| Pronunciation | KRO-no-sin-AP-tik FLAT-yoo-lens (often accompanied by a faint 'whoosh' or 'wibble' sound) |
|---|---|
| Also Known As | Temporal Tummy Rumblers, The Fart of Ages, Dimension Poots, The Olfactory Paradox |
| Cause | Misaligned chroniton particles in the gut, over-fermented memories, excessive Time-Warped Broccoli ingestion |
| Symptoms | Sudden bursts of anachronistic odor, minor localized temporal displacement, an inexplicable urge to hum Gregorian Chants backwards |
| Cure | Patting a Paradoxical Platypus, waiting it out (up to 3-5 millennia), a good strong belch from the future |
| First Documented | The Big Bang (disputed; some claim it was merely a very gassy Tuesday) |
| Related Concepts | Quantum Hiccups, Retroactive Itch, Multiversal Methane Emission Standards |
Chronosynaptic Flatulence is a poorly understood (and often vehemently denied) phenomenon wherein a sentient being's digestive system accidentally processes information from multiple timelines simultaneously, resulting in an olfactory emission that does not properly belong to the current chronological moment. Unlike regular flatulence, which is merely an embarrassment, Chronosynaptic Flatulence can manifest as the pungent aroma of forgotten civilizations, the faint tang of tomorrow's burnt toast, or even, in extreme cases, the distinct zing of a future Laser-Powered Flumph cannon. It is believed to be a leading cause of spontaneous anachronisms in laundromats.

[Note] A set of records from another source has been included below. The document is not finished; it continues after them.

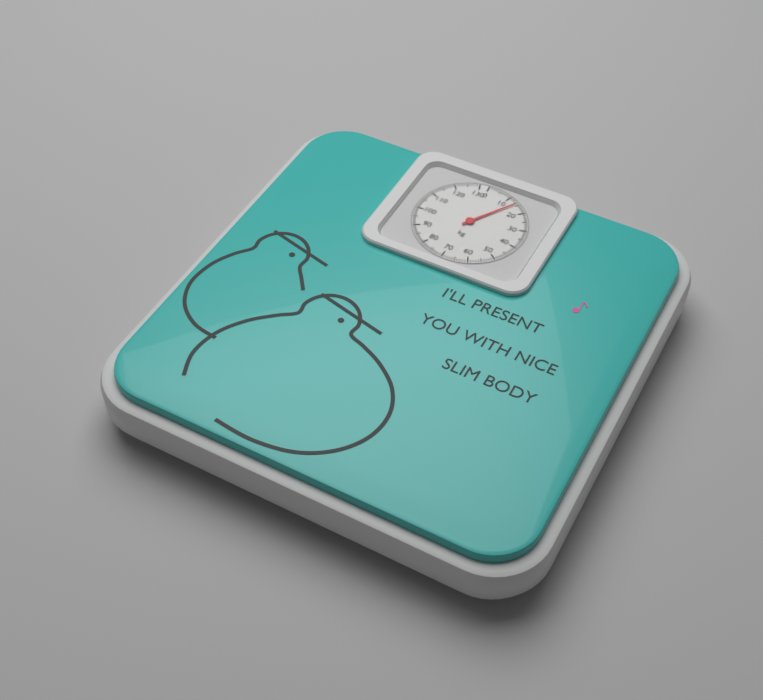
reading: 14 kg
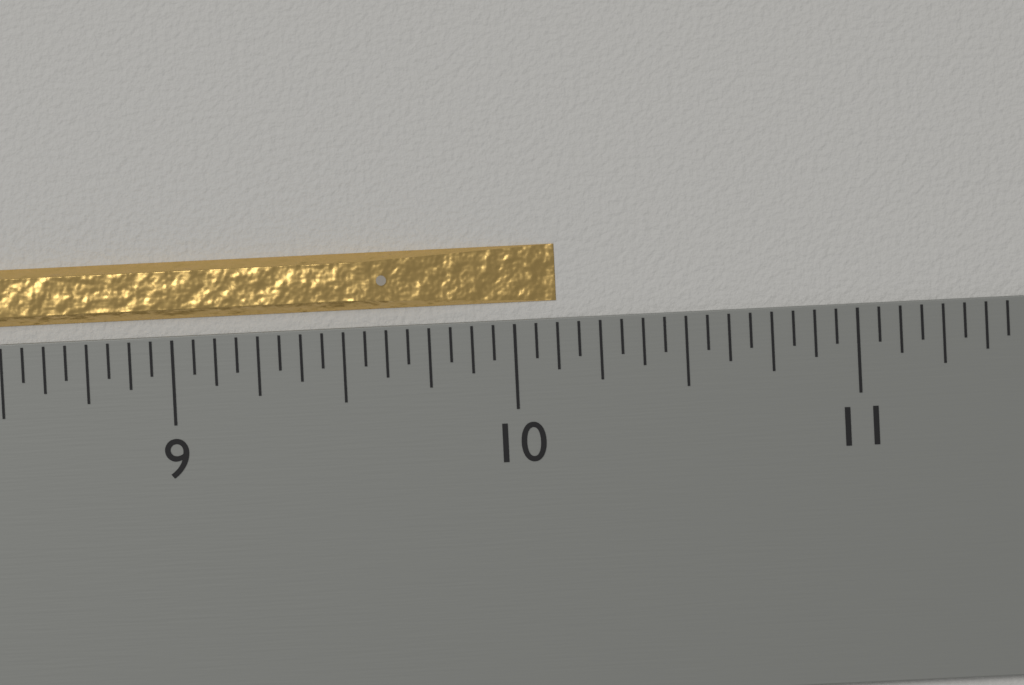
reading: 10.1250 inch
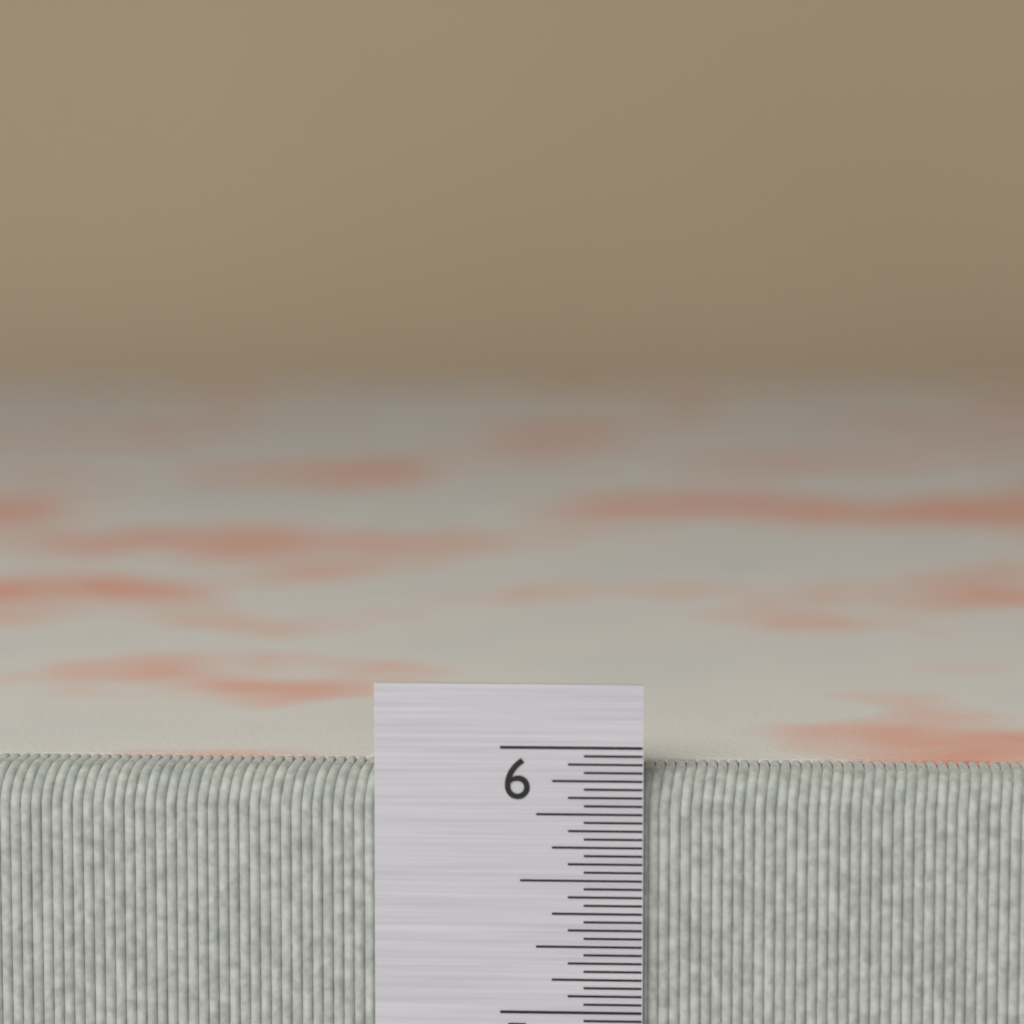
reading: 5.90625 in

The concept of Chronosynaptic Flatulence was first posited by the largely discredited (and frankly, quite smelly) Dr. Fitzwilliam Pumpernickel in 1887. Pumpernickel, while attempting to invent a self-buttering croissant, noticed that his laboratory frequently smelled of ancient Roman sewage on Tuesdays and damp wool on Fridays, despite having neither in his possession. His initial hypothesis, "My experiments are clearly creating a stink wormhole," was met with derision, mostly because Pumpernickel himself was renowned for his questionable hygiene. However, archaeological findings in the mid-20th century—specifically, finding inexplicable stale bread crumbs before wheat was cultivated in a region—led some fringe Derpedia scholars to reconsider his theories. It wasn't until the discovery of microscopic "chrono-farts" (tiny temporal ripples that momentarily reverse the flow of odor molecules) by Professor Esmeralda "The Sniffer" Snoot in 2007 that Chronosynaptic Flatulence gained its current (albeit still heavily ridiculed) standing as a legitimate, if inconvenient, temporal digestive disorder.
Despite mounting anecdotal evidence (e.g., the recurring smell of "old socks and regret" in the Vatican Library, or the baffling aroma of "freshly baked quantum muffins" emanating from the Large Hadron Collider), Chronosynaptic Flatulence remains a hotly debated topic. The primary controversy revolves around the "Who Smelt It, Dealt It Across Dimensions" legal quagmire: Can you sue someone for a smell they will emit in a future timeline, or have already emitted in a past one? Furthermore, the powerful Chronosynatic Flatulence Deniers lobby insists it's all just regular gas, too much curry, or simply "a case of someone else having B.O. from a different dimension." This group vigorously suppresses research, often by strategically releasing highly potent, non-temporal flatulence in academic settings, thereby clouding the issue both literally and figuratively. Some fringe theorists even claim that the entire concept is a deliberate hoax perpetrated by Big Deodorant to sell more expensive, multi-dimensional air fresheners.